Saronic raises $1.75B at a $9.25B valuation to build autonomous warships in Texas
The Austin defense startup more than doubled its valuation as the Pentagon leans on cheaper, software-defined naval hardware.

AUSTIN — Saronic has closed a $1.75 billion Series D led by Kleiner Perkins, more than doubling the autonomous-shipbuilder's valuation to $9.25 billion and ranking among the largest defense-tech rounds of the year. The company, headquartered in Austin, builds AI-piloted surface vessels for the U.S. military.
Saronic produces several autonomous vessel models, from a six-foot craft called Spyglass to a 40-metric-ton platform named Marauder. The new capital will fund supply-chain and shipyard expansion, with the company targeting output of more than 20 ships a year by 2027. Its main yard in Franklin, Louisiana, is undergoing a $300 million expansion, and Saronic is scouting a site for a larger facility dubbed Port Alpha.

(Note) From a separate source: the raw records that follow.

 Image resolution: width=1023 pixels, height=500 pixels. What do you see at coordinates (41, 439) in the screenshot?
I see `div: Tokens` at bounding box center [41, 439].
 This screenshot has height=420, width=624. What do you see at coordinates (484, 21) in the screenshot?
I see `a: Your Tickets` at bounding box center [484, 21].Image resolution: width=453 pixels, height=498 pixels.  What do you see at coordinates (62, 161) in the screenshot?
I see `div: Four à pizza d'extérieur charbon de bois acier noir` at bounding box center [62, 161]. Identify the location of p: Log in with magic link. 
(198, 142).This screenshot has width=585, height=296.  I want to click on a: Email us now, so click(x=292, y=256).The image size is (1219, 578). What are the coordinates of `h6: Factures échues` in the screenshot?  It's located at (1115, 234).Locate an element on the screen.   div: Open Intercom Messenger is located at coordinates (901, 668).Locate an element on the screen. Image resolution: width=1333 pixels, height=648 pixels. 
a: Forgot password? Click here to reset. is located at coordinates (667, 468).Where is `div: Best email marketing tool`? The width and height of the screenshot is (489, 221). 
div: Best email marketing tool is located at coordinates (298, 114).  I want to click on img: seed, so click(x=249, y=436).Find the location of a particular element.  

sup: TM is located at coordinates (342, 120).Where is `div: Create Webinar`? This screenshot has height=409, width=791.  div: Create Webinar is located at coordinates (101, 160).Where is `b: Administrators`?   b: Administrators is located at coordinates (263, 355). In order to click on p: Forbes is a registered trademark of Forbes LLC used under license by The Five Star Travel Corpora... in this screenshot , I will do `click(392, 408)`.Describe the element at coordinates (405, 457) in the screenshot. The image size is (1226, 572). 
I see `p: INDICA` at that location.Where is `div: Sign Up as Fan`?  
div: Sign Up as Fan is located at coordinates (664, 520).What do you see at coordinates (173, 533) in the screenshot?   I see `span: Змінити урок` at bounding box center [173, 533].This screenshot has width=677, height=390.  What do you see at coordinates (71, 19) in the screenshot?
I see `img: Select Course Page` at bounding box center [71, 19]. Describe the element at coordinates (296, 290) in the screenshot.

The raise follows a $392 million Navy contract the company secured last year, evidence that the autonomous-vessel pitch is converting into procurement and not just venture enthusiasm.
Why it matters
The Pentagon has spent the past two years signaling that it wants large numbers of cheap, attritable, software-defined platforms rather than a handful of exquisite ones. Saronic is one of the clearest bets on that thesis, and its valuation jump shows investors believe defense autonomy is now a durable category. For Austin, it cements the city as a serious node in a defense-tech wave that until recently clustered around El Segundo and the Bay Area.
Saronic plans to use the funding to scale its supply chain and shipyards and build more than 20 ships a year by 2027.— Saronic, company statement
Reported by Next in Austin. Based on reporting from CNBC.